Still, back in 2007, I consented to be a named plaintiff in the lawsuit against NC, challenging the constitutionality of this public pimping. It violates, or so we said, “exclusive emoluments, public purpose, fair and equitable taxation, and uniformity of taxation provisions…[as well as] the law of land provision of the North Carolina Constitution.”
In English, that means that the clause of the NC Constitution that says “No person or set of persons is entitled to exclusive or separate emoluments or privileges from the community but in consideration of public services” actually means what the words appear to mean. As for “public services,” the discriminatory payments to Google, but not to other businesses that also create jobs, were not a contract for goods or labor but were instead a cash bonus to a private entity. “Uniformity of taxation” means, or should mean, that the state can’t say, “You: we like you. You don’t have to pay taxes. But you other people, watch yourselves. You have to pay extra taxes to support this other company that we favor.”
The case was dismissed, and then dismissed again on appeal, for “lack of standing.” The plaintiffs were all taxpayers in NC, but we had no actual say about how those payments taken from us were to be spent, even if the spending violated the Constitution of the state.

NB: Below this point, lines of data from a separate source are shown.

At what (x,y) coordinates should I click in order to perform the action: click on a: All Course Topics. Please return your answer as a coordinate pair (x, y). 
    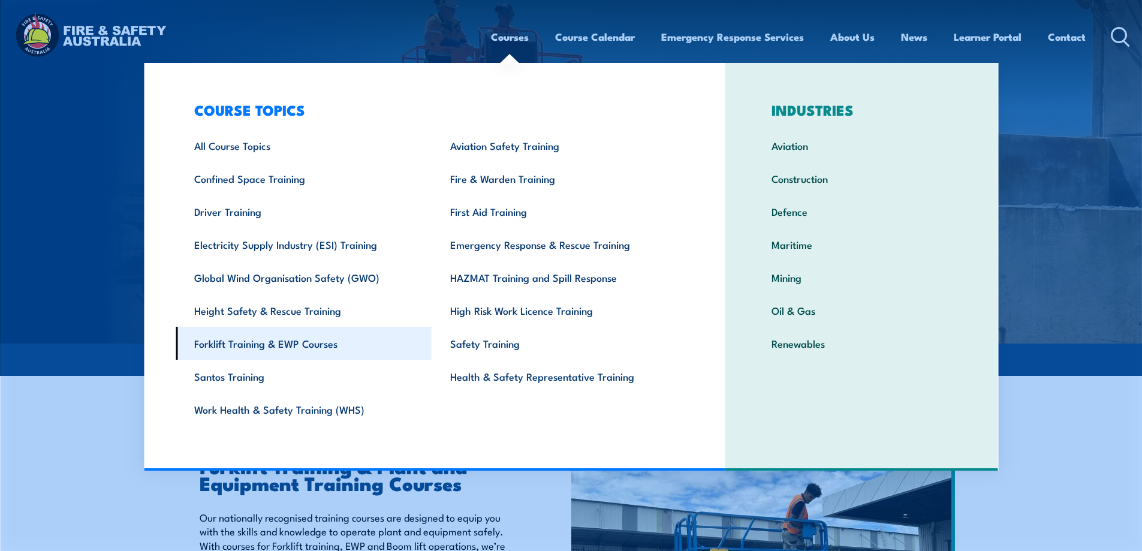
    Looking at the image, I should click on (303, 145). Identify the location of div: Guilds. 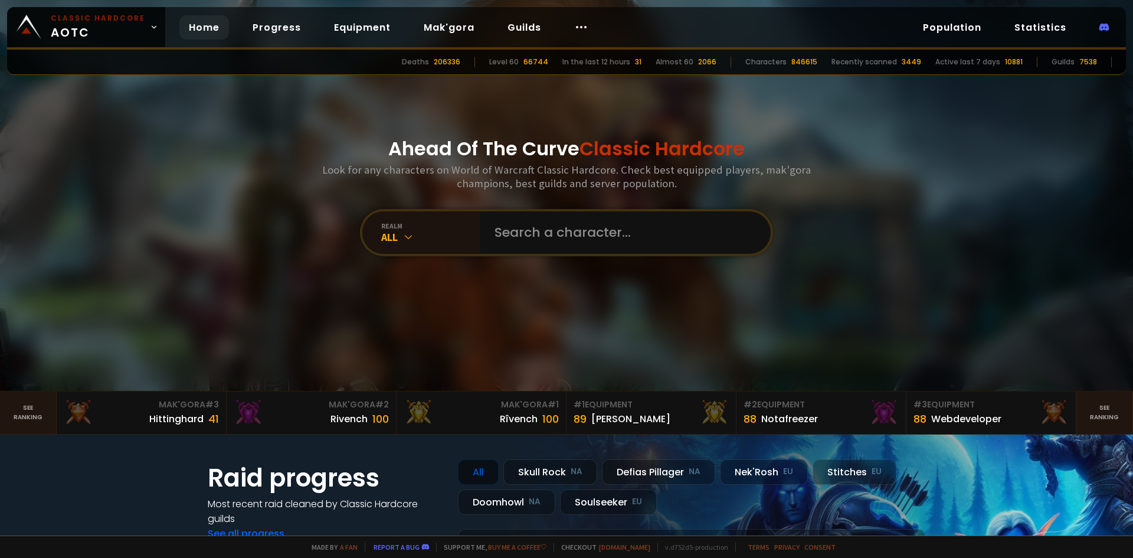
(1063, 62).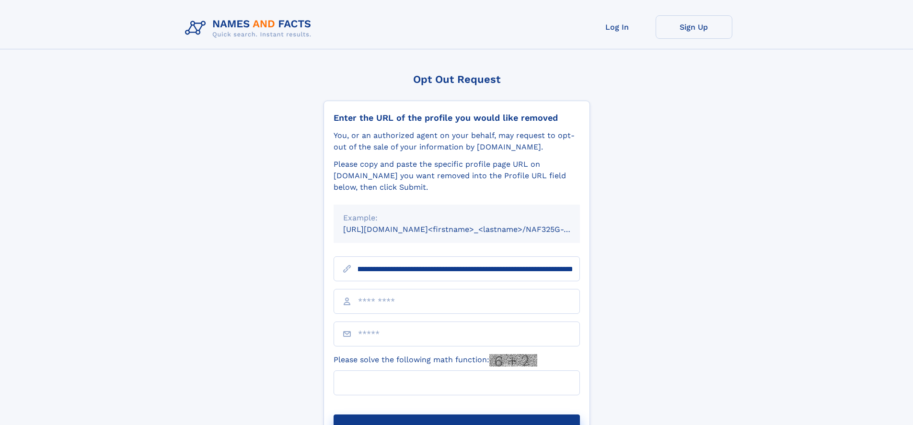  What do you see at coordinates (617, 27) in the screenshot?
I see `a: Log In` at bounding box center [617, 27].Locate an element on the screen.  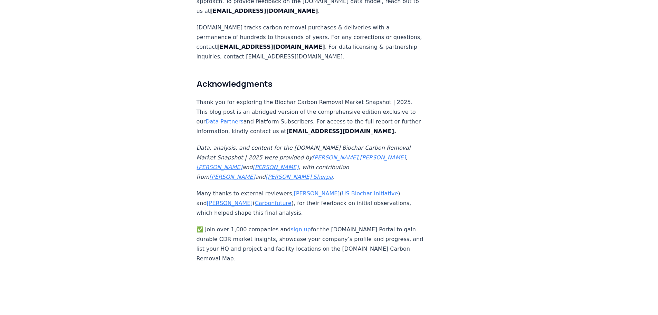
p: Thank you for exploring the Biochar Carbon Removal Market Snapshot | 2025. This blog post is an a... is located at coordinates (311, 117).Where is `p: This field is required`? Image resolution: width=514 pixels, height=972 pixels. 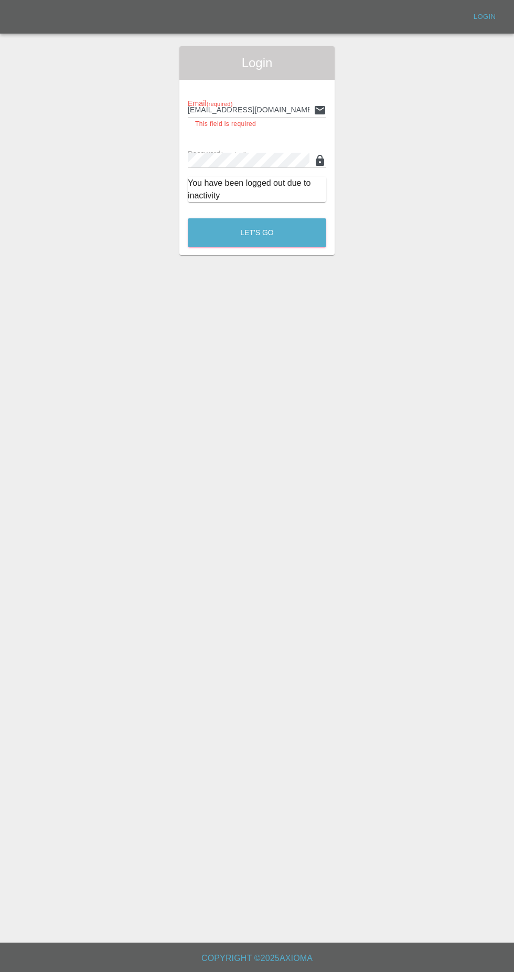 p: This field is required is located at coordinates (257, 124).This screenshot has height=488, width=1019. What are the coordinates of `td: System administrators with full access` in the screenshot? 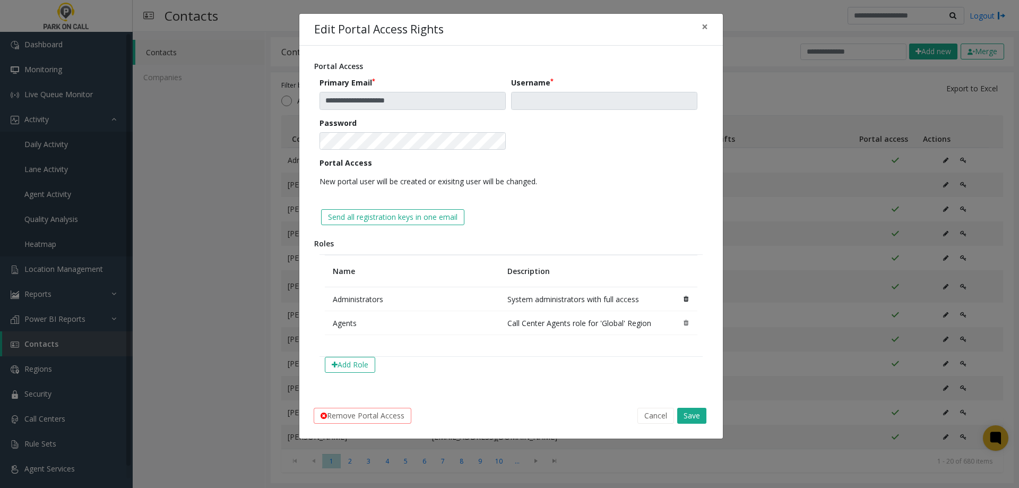 It's located at (587, 299).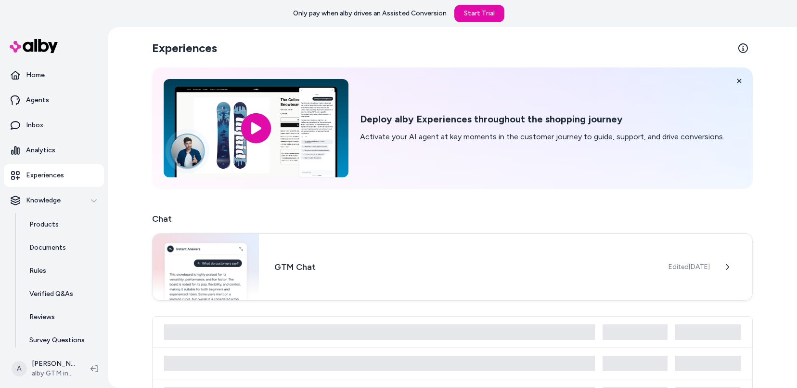 This screenshot has width=797, height=388. What do you see at coordinates (62, 317) in the screenshot?
I see `a: Reviews` at bounding box center [62, 317].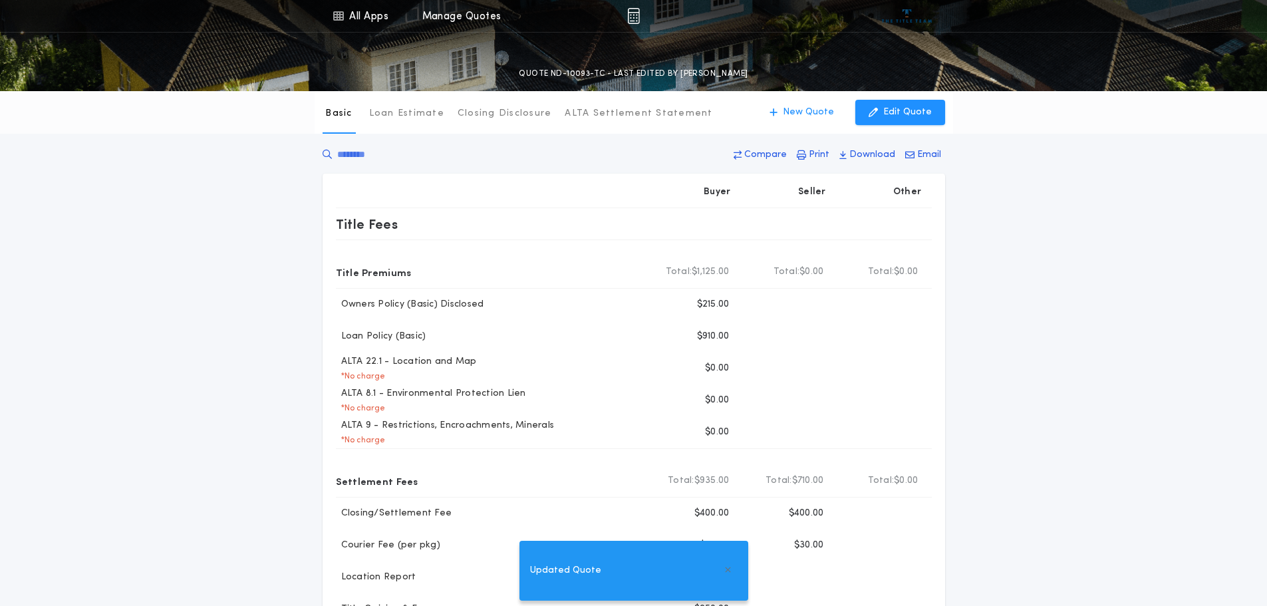  I want to click on button: Email, so click(923, 155). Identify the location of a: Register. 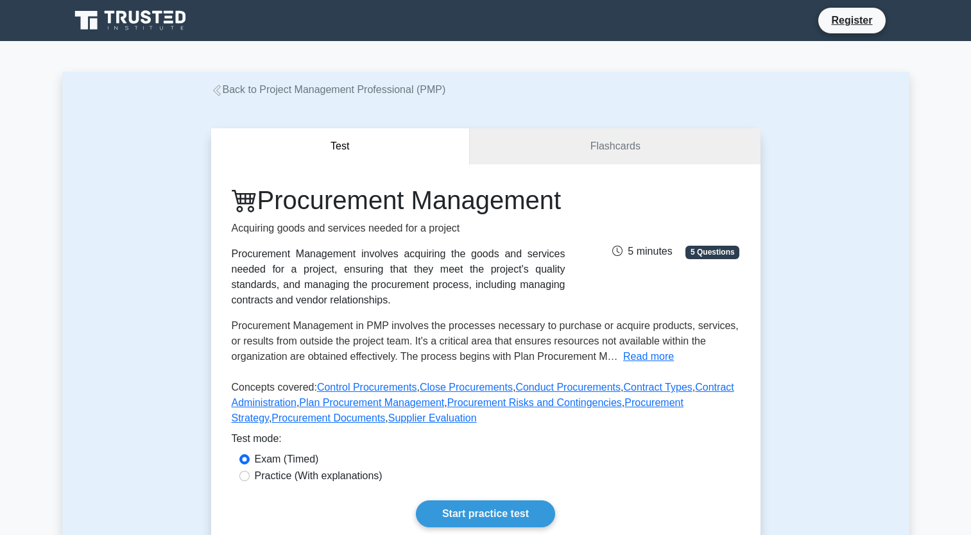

In the fifteen years since, Google has grown enormously. And fair enough, because Google provides a wide variety of useful services. The value proposition for fostering “local centralization” comes from creating data centers that gather many digital functions for businesses and private citizens, but that operate regionally so that there is fast communication and robust redundancy in the system. It’s a profitable business. It is not contingent on public subsidies or tax breaks the way “green energy” is; It’s a profitable business on its own.
But more and more states have entered contests for “buying jobs,” using the tax money of the businesses that already employ workers in the state. It’s a mook’s game. The problem is that the political logic is precisely designed to shake down mooks. Like us. I fought the Google, folks. But the Google won, and always will unless we cut back on the capacity of state legislators to buy votes using our money.